An Integrated General Equilibrium Model for Evaluating Demographic, Social and Economic Impacts of Transport Policies
Ozhan Yilmaz and
Ebru Voyvoda
No 1706, ERC Working Papers from ERC - Economic Research Center, Middle East Technical University
Abstract:
Under the legacy of dominant transport appraisal approach, which mainly relies on traditional cost-benefit assessment (CBA) analyses, candidate policies and associated projects are evaluated in a way to take primarily aggregate information into account. Although it is practical to use these methods, working with aggregate values leaves every kind of disparities aside and individual level information is lost in aggregation. This means that we need better economic models doing more than reducing outcomes of evaluated policies to numerical aggregates and averages. This study proposes a hybrid approach to grasp the heterogeneity among different agents and to endogenise interactions among different markets. A discrete choice theory-based household residential location and transport mode choice model and a traffic equilibrium model based on Wardrop’s principles are embedded in a traditional computable general equilibrium (CGE) model representing a closed urban economy. This requires fully integrating three different models (economic model, household location and mode choice model, traffic equilibrium model) using a single mathematical framework. The proposed integrated model is tested using pseudo data of a city with four districts where connection between districts are provided through two-way roads passing through a central district. Households are categorised according to their residential location, working location, preferred commuting mode and social status. Different types of transport policies (i.e. capacity increase in private transport, public transport improvement) are evaluated and impacts of these policies on such parameters like household distribution, households’ demands on consumption goods and housing, housing prices are analysed.
Keywords: Wider economy impacts; Transport Policy; Computable General Equilibrium; Discrete Choice Model (search for similar items in EconPapers)
JEL-codes: C68 R21 R41 (search for similar items in EconPapers)
Pages: 32 pages
Date: 2017-06, Revised 2017-06
New Economics Papers: this item is included in nep-cmp, nep-dcm, nep-tre and nep-ure
References: View references in EconPapers View complete reference list from CitEc
Citations:
Downloads: (external link)
http://erc.metu.edu.tr/en/system/files/menu/series17/1706.pdf First version, 2017 (application/pdf)
Related works:
This item may be available elsewhere in EconPapers: Search for items with the same title.
Export reference: BibTeX
RIS (EndNote, ProCite, RefMan)
HTML/Text
Persistent link: https://EconPapers.repec.org/RePEc:met:wpaper:1706
Access Statistics for this paper
More papers in ERC Working Papers from ERC - Economic Research Center, Middle East Technical University Contact information at EDIRC.
Bibliographic data for series maintained by Erol Taymaz ().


__Task directions__: Since pictures do not belong in the copy, please repeat every record below exactly without them.

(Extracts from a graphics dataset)
*****

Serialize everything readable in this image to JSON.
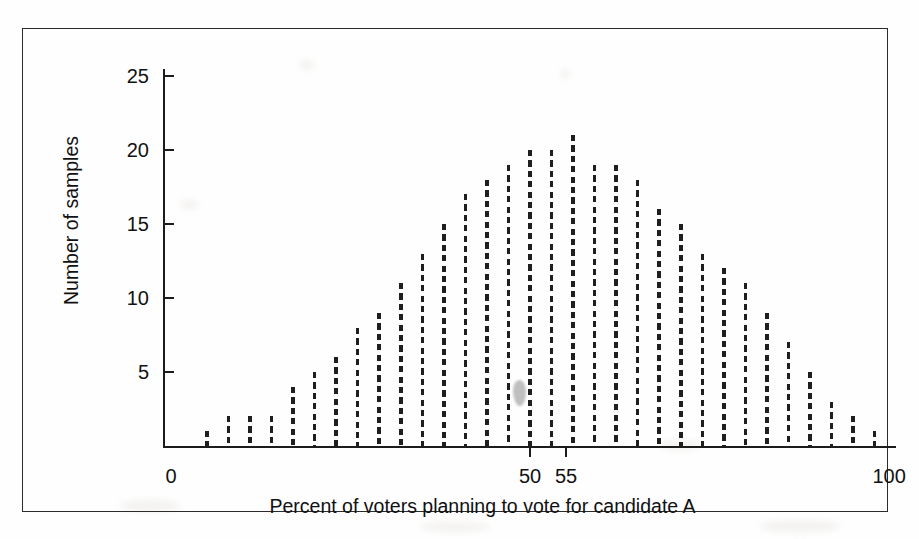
{
  "figure": {
    "frame_color": "#2b2b2b",
    "background": "#ffffff"
  },
  "chart_data": {
    "type": "bar",
    "title": "",
    "subtitle": "",
    "xlabel": "Percent of voters planning to vote for candidate A",
    "ylabel": "Number of samples",
    "xlim": [
      0,
      100
    ],
    "ylim": [
      0,
      25
    ],
    "grid": false,
    "legend": null,
    "bar_style": "dashed vertical lines",
    "bar_color": "#1f1f1f",
    "x_tick_labels": [
      "0",
      "50",
      "55",
      "100"
    ],
    "x_tick_values": [
      0,
      50,
      55,
      100
    ],
    "y_tick_labels": [
      "5",
      "10",
      "15",
      "20",
      "25"
    ],
    "y_tick_values": [
      5,
      10,
      15,
      20,
      25
    ],
    "categories": [
      5,
      8,
      11,
      14,
      17,
      20,
      23,
      26,
      29,
      32,
      35,
      38,
      41,
      44,
      47,
      50,
      53,
      56,
      59,
      62,
      65,
      68,
      71,
      74,
      77,
      80,
      83,
      86,
      89,
      92,
      95,
      98
    ],
    "values": [
      1,
      2,
      2,
      2,
      4,
      5,
      6,
      8,
      9,
      11,
      13,
      15,
      17,
      18,
      19,
      20,
      20,
      21,
      19,
      19,
      18,
      16,
      15,
      13,
      12,
      11,
      9,
      7,
      5,
      3,
      2,
      1
    ],
    "annotations": [
      {
        "name": "smudge-artifact",
        "x_percent": 48.5,
        "y_value": 3.6,
        "color": "#b9b9b9"
      }
    ]
  },
  "axis_titles": {
    "x": "Percent of voters planning to vote for candidate A",
    "y": "Number of samples"
  }
}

*****

__Problem solution__:
Serialize everything readable in this image to JSON.
{
  "figure": {
    "frame_color": "#2b2b2b",
    "background": "#ffffff"
  },
  "chart_data": {
    "type": "bar",
    "title": "",
    "subtitle": "",
    "xlabel": "Percent of voters planning to vote for candidate A",
    "ylabel": "Number of samples",
    "xlim": [
      0,
      100
    ],
    "ylim": [
      0,
      25
    ],
    "grid": false,
    "legend": null,
    "bar_style": "dashed vertical lines",
    "bar_color": "#1f1f1f",
    "x_tick_labels": [
      "0",
      "50",
      "55",
      "100"
    ],
    "x_tick_values": [
      0,
      50,
      55,
      100
    ],
    "y_tick_labels": [
      "5",
      "10",
      "15",
      "20",
      "25"
    ],
    "y_tick_values": [
      5,
      10,
      15,
      20,
      25
    ],
    "categories": [
      5,
      8,
      11,
      14,
      17,
      20,
      23,
      26,
      29,
      32,
      35,
      38,
      41,
      44,
      47,
      50,
      53,
      56,
      59,
      62,
      65,
      68,
      71,
      74,
      77,
      80,
      83,
      86,
      89,
      92,
      95,
      98
    ],
    "values": [
      1,
      2,
      2,
      2,
      4,
      5,
      6,
      8,
      9,
      11,
      13,
      15,
      17,
      18,
      19,
      20,
      20,
      21,
      19,
      19,
      18,
      16,
      15,
      13,
      12,
      11,
      9,
      7,
      5,
      3,
      2,
      1
    ],
    "annotations": [
      {
        "name": "smudge-artifact",
        "x_percent": 48.5,
        "y_value": 3.6,
        "color": "#b9b9b9"
      }
    ]
  },
  "axis_titles": {
    "x": "Percent of voters planning to vote for candidate A",
    "y": "Number of samples"
  }
}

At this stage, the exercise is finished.